The attempt to work out this “alternation” theory by dividing the extant plays of the period into front and back scenes has not been successful. A further difficulty arises from the fact that not all the spectators were in front of the stage. A traverse between the pillars would not conceal what was going on behind it from people on either side of the stage. To block out their view, further traverses at right angles to that between the pillars would be necessary. The result, inevitably, would be to conceal not only the back scene from them, but a great deal of the front scene, too, on which action would be in progress. An even greater difficulty attends the suggestion that, since there are notable instances where it would be absurd for actors to enter the front scene by the only available entrance, that is, through the traverse, there must have been hangings all along both sides of the stage so that actors might enter from the sides. It is to be noted, too, that this theory supposes the upper stage or balcony to be concealed by the traverse. This would mean that all scenes in which the balcony was occupied must be back scenes, which is not easy to establish, and makes it impossible that the audience should ever have used the balcony; while three extant illustrations of the stage—the title-pages to Richards’s Messallina (1640) and Alabaster’s Roxana (1632), and the picture of a “droll” on the stage of the Red Bull which forms the frontispiece to Kirkman’s The Wits (1673)—distinctly show the traverse hanging from below the balcony, while the first and the last show a separate curtain for the balcony itself.

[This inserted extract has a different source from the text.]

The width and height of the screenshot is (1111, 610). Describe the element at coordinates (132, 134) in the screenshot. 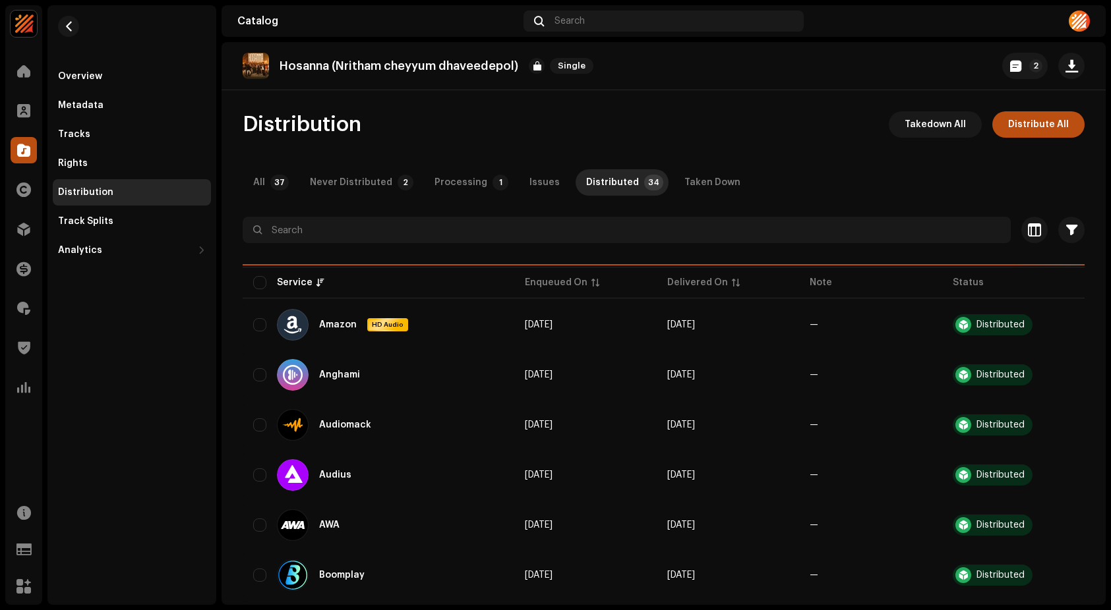

I see `re-m-nav-item: Tracks` at that location.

This theory seems to lose sight of the simple origin of the stage—a temporary platform erected in the midst of a crowd and surrounded by spectators regarding it from nearly all the four sides—and to err from over-anxiety to credit an Elizabethan audience with a susceptibility to the incongruous. The very naïve tradition of the miracles and early moralities, in which two or more scenes, sometimes representing localities hundreds of miles apart, were on the stage simultaneously, had not died out; and the audience may be fairly supposed to have been no more offended by the conventions of dramaticspace than is a modern audience by those of dramatictime, which allow an imaginary half-hour to pass in an actual five minutes. In his Apologie for Poetrie (written about 1580–1) Sidney writes:

  • For where the stage should alwaies represent but one place, … there is … many places, inartificially imagined. But if it be so in Gorboduck, how much more in al the rest, where you shal have Asia of the one side, and Affrick of the other, and so many other under-kingdoms, that the Player, when he commeth in, must ever begin with telling where he is, or els the tale wil not be conceived?
  • His words are borne out by numerous cases in extant plays, where two or more places are imagined to be on the stage at the same time; and it scarcely needs the evidence of ascertainable instances to prove that an Elizabethan audience would not have the least objection to seeing properties (such as the bench in the drawing of the Swan) brought on the stage without concealment and left there after they had served their turn, though it is extremely likely that susceptibility to the incongruous grew, as time went on, under the influence of Jonson and the classical playwrights. In spite of this, it is abundantly clear that there was a back stage, which could be revealed by drawing a curtain.

    The fact is significant that, just as the Hope, though planned on the lines of the Swan, was to be built of wood, not flint, so, in the contract with the builder, it is directly stated that he “shall also builde the Heavens all over the saide stage to be borne or carryed without any postes or supporters to be fixed or sett uppon the saide stage.” It is possible, therefore, that the pillars of the Swan were as the drawing shows them, and that the pentroof covered half or nearly half the stage; but that the plan was found inconvenient, was confined to the Swan and was discarded by Henslowe when he built the Hope. In that case, the Swan may have had the front and back scenes divided by the lofty traverse, and have used them as suggested by the theory summarised above; but it is at least unfortunate that the draughtsman should have hit on a playhouse the arrangement of which was unique and discredited.